Before Kate and her wife, Kathryn, had flown back up to our area in late November for what we thought would be Chris’s life-extending tracheostomy procedure, they purchased colorful bracelets for all of us and proclaimed us “Team Trach” to help Chris through the procedure and its consequences. You’ll learn about how that goal fell apart. But Team Trach didn’t. Once we had moved Chris through the double doors and over to the hospital room where he would die, our purpose was to make sure he felt calm and loved and had enough morphine in his system by the time we took him off life support. The doctors said that given the weakness of his lungs it would take anywhere from a few minutes to a few hours until he was gone. But then there’s that indomitable human spirit, especially Chris Fagan’s. We took him off life support at about 8 p.m. on Monday, December 2, still talking to him and telling our stories and holding his hands. A few hours came and went and we tired a bit and took turns sleeping in hospital chairs scattered around his bed.

When Chris was still holding on by the evening of the third we decided Mike and Ryan should head home to be with Henry and Frankie, and Kate and Kathryn needed a few hours of rest in an actual bed. I would call them as soon as anything changed.

That change came a few minutes before 1 a.m. on Wednesday morning with the first warning bell on the monitor. I texted the girls. They didn’t make it in time, but I will forever be grateful for the next minutes. It was just Chris and me, this time the exact opposite of that first dance at Theta Chi. We weren’t an uncomfortable five feet apart, but shared a kaleidoscopic connection, my lips to his ear. The bookends on our life together. “Hey, what an awesome time we had, didn’t we?” Then the snippets that I pray somehow filled his consciousness until 1:11 a.m. and beyond. Corsica…Ryan’s birth and ants on the bottle…the Breton farmhouse…Indy for Super Bowl XLVI…Cape Cod and missing the ferry to Nantucket…Fougères…the party for his fiftieth…Sweet Sixteen in Knoxville…LSU—she was an All-American!…Piana…tear gas…flyin’ Baby Ryan…beating North Carolina during March Madness at Boulder…I love you…11:11…AAU trips…Giants games and soup on the stove…Dartmouth meets…we love you…thank you.

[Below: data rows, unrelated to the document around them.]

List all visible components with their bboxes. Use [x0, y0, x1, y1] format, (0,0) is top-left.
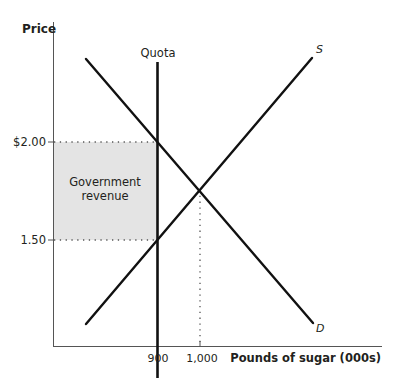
revenue-label-line1: Government: [69, 175, 141, 189]
x-tick-eq-label: 1,000: [186, 352, 218, 365]
supply-label: S: [316, 43, 323, 56]
quota-label: Quota: [141, 46, 176, 60]
y-tick-high-label: $2.00: [13, 135, 46, 149]
demand-label: D: [316, 322, 324, 335]
sugar-quota-chart: Price Quota S D $2.00 1.50 900 1,000 Pou…: [0, 0, 405, 378]
y-axis-label: Price: [22, 22, 56, 36]
x-axis-label: Pounds of sugar (000s): [230, 351, 381, 365]
revenue-label-line2: revenue: [81, 189, 128, 203]
y-tick-low-label: 1.50: [20, 233, 46, 247]
x-tick-quota-label: 900: [148, 352, 169, 365]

Tears are streaming down my face right now reliving this and at the same time mourning for all the families who’ve been denied it.

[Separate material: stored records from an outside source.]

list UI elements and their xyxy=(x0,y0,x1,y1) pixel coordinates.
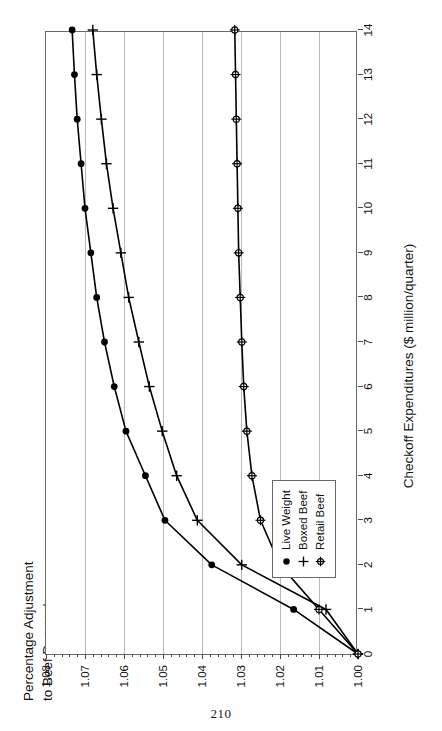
plot-area: 1.001.011.021.031.041.051.061.071.08 012… xyxy=(45,31,357,655)
marker-filled-circle xyxy=(162,516,169,523)
legend-marker-plus-icon xyxy=(296,553,311,570)
y-tick xyxy=(85,654,86,659)
y-tick xyxy=(319,654,320,659)
marker-filled-circle xyxy=(283,558,289,564)
marker-plus xyxy=(144,381,154,391)
marker-circle-spoked xyxy=(256,515,266,525)
y-tick-label: 1.06 xyxy=(118,665,130,687)
y-tick-label: 1.04 xyxy=(196,665,208,687)
marker-plus xyxy=(101,158,111,168)
marker-plus xyxy=(92,69,102,79)
chart-figure: Percentage Adjustment to Beef Demand Che… xyxy=(11,21,431,711)
marker-plus xyxy=(299,556,309,566)
x-tick-label: 5 xyxy=(362,427,374,433)
y-tick-label: 1.00 xyxy=(352,665,364,687)
marker-filled-circle xyxy=(111,383,118,390)
marker-circle-spoked xyxy=(242,426,252,436)
marker-filled-circle xyxy=(101,338,108,345)
marker-plus xyxy=(123,292,133,302)
x-tick-label: 14 xyxy=(362,23,374,36)
chart-legend: Live WeightBoxed BeefRetail Beef xyxy=(272,480,336,578)
marker-plus xyxy=(96,113,106,123)
x-tick-label: 10 xyxy=(362,201,374,214)
y-tick xyxy=(46,654,47,659)
marker-circle-spoked xyxy=(239,381,249,391)
marker-plus xyxy=(116,247,126,257)
marker-filled-circle xyxy=(71,71,78,78)
y-tick-label: 1.03 xyxy=(235,665,247,687)
marker-filled-circle xyxy=(93,294,100,301)
marker-filled-circle xyxy=(290,606,297,613)
marker-filled-circle xyxy=(123,427,130,434)
x-tick-label: 0 xyxy=(362,650,374,656)
marker-filled-circle xyxy=(69,26,76,33)
legend-marker-filled-circle-icon xyxy=(279,553,294,570)
page-number: 210 xyxy=(0,706,442,722)
legend-label: Boxed Beef xyxy=(296,490,311,549)
legend-label: Live Weight xyxy=(279,490,294,550)
y-tick xyxy=(163,654,164,659)
y-tick-label: 1.02 xyxy=(274,665,286,687)
y-tick xyxy=(202,654,203,659)
marker-filled-circle xyxy=(82,204,89,211)
x-tick-label: 12 xyxy=(362,112,374,125)
y-tick xyxy=(124,654,125,659)
marker-plus xyxy=(157,425,167,435)
marker-plus xyxy=(108,203,118,213)
x-tick-label: 4 xyxy=(362,472,374,478)
rotated-figure-wrapper: Percentage Adjustment to Beef Demand Che… xyxy=(11,21,431,711)
marker-circle-spoked xyxy=(247,470,257,480)
x-tick-label: 9 xyxy=(362,249,374,255)
marker-circle-spoked xyxy=(235,292,245,302)
legend-item: Live Weight xyxy=(278,490,295,570)
marker-circle-spoked xyxy=(232,158,242,168)
marker-plus xyxy=(171,470,181,480)
marker-filled-circle xyxy=(78,160,85,167)
y-tick-label: 1.01 xyxy=(313,665,325,687)
y-tick xyxy=(280,654,281,659)
legend-label: Retail Beef xyxy=(313,493,328,549)
marker-filled-circle xyxy=(87,249,94,256)
y-tick-label: 1.07 xyxy=(79,665,91,687)
legend-marker-circle-spoked-icon xyxy=(313,553,328,570)
marker-circle-spoked xyxy=(231,114,241,124)
y-tick xyxy=(241,654,242,659)
legend-item: Boxed Beef xyxy=(295,490,312,570)
x-tick-label: 1 xyxy=(362,606,374,612)
legend-item: Retail Beef xyxy=(312,490,329,570)
marker-plus xyxy=(134,336,144,346)
y-tick-label: 1.05 xyxy=(157,665,169,687)
x-tick-label: 2 xyxy=(362,561,374,567)
x-tick-label: 7 xyxy=(362,338,374,344)
marker-circle-spoked xyxy=(316,556,326,566)
x-axis-title: Checkoff Expenditures ($ million/quarter… xyxy=(401,21,416,711)
marker-circle-spoked xyxy=(234,247,244,257)
x-tick-label: 13 xyxy=(362,68,374,81)
x-tick-label: 3 xyxy=(362,517,374,523)
marker-circle-spoked xyxy=(230,25,240,35)
marker-plus xyxy=(88,24,98,34)
x-tick-label: 8 xyxy=(362,294,374,300)
marker-circle-spoked xyxy=(231,69,241,79)
marker-filled-circle xyxy=(74,115,81,122)
x-tick-label: 6 xyxy=(362,383,374,389)
marker-circle-spoked xyxy=(237,337,247,347)
y-tick-label: 1.08 xyxy=(40,665,52,687)
marker-filled-circle xyxy=(142,472,149,479)
x-tick-label: 11 xyxy=(362,157,374,169)
marker-circle-spoked xyxy=(233,203,243,213)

What is it we want in the end? Is it to have been deeply loved? By many? By one? I think the ultimate gift, the proof that we were loved and profoundly, is that we’re vividly remembered. Remembered the way Kate does here. Chris’s drive, his devotion, and above all his attention to his daughters’ dreams made our girls who they are.

I hope you enjoy Kate’s love letter to her dad.




Prologue

Red Suede Pumas

In my closet is a pair of red suede Puma sneakers. They are low-top, the signature shoe of Walter “Clyde” Frazier, who starred for the New York Knicks in the 1960s and ’70s. When I was growing up in Schenectady, New York, in the ’90s, Frazier was the color commentator for the Knicks. His voice became the soundtrack of my youth, and he spoke like he played basketball: smooth, with exciting flourishes. He wore eccentric suits (“When I go to a tailor, I say, ‘Show me something you think nobody would ever wear’”) and peppered the broadcasts with Clydisms: dipping and diving, juking and jiving, abounding and astounding.

Since my family watched every game (all eighty-two in the season) for a string of years, we became accustomed to Frazier’s signature flavor, most of his colloquialisms passing unremarked upon. But at least once a game, my dad would be delighted by Frazier—swishing and dishing!—and he’d imitate the announcer, producing as many Clydisms as he could string together without pause until they became increasingly nonsensical: praying and laying, buying and lying, sighing and frying. I’d add in one or two; my older sister, Ryan, would smile. Then we’d keep watching the game.

My dad’s appreciation for Walt Frazier was always curious to me. The two men couldn’t have been more different. My dad avoided flashiness. In his mind, flashiness was desperation, which revealed insecurity. He believed, and said to me many times, that one goal in life should be for me to quietly go about my business and let people realize, on their own, how awesome I am. “Don’t tell them you’re great. Show them,” he would say to me over and over.

Also, my dad hated suits, and he definitely never went to a tailor. His uniform was basketball shorts and a hoodie. Even at work, a family business he ran with his brother, he wore a coat and tie only on days he had meetings with clients. At six foot five, his physique drew enough attention, and he was content to duck his head and slip into the back of places.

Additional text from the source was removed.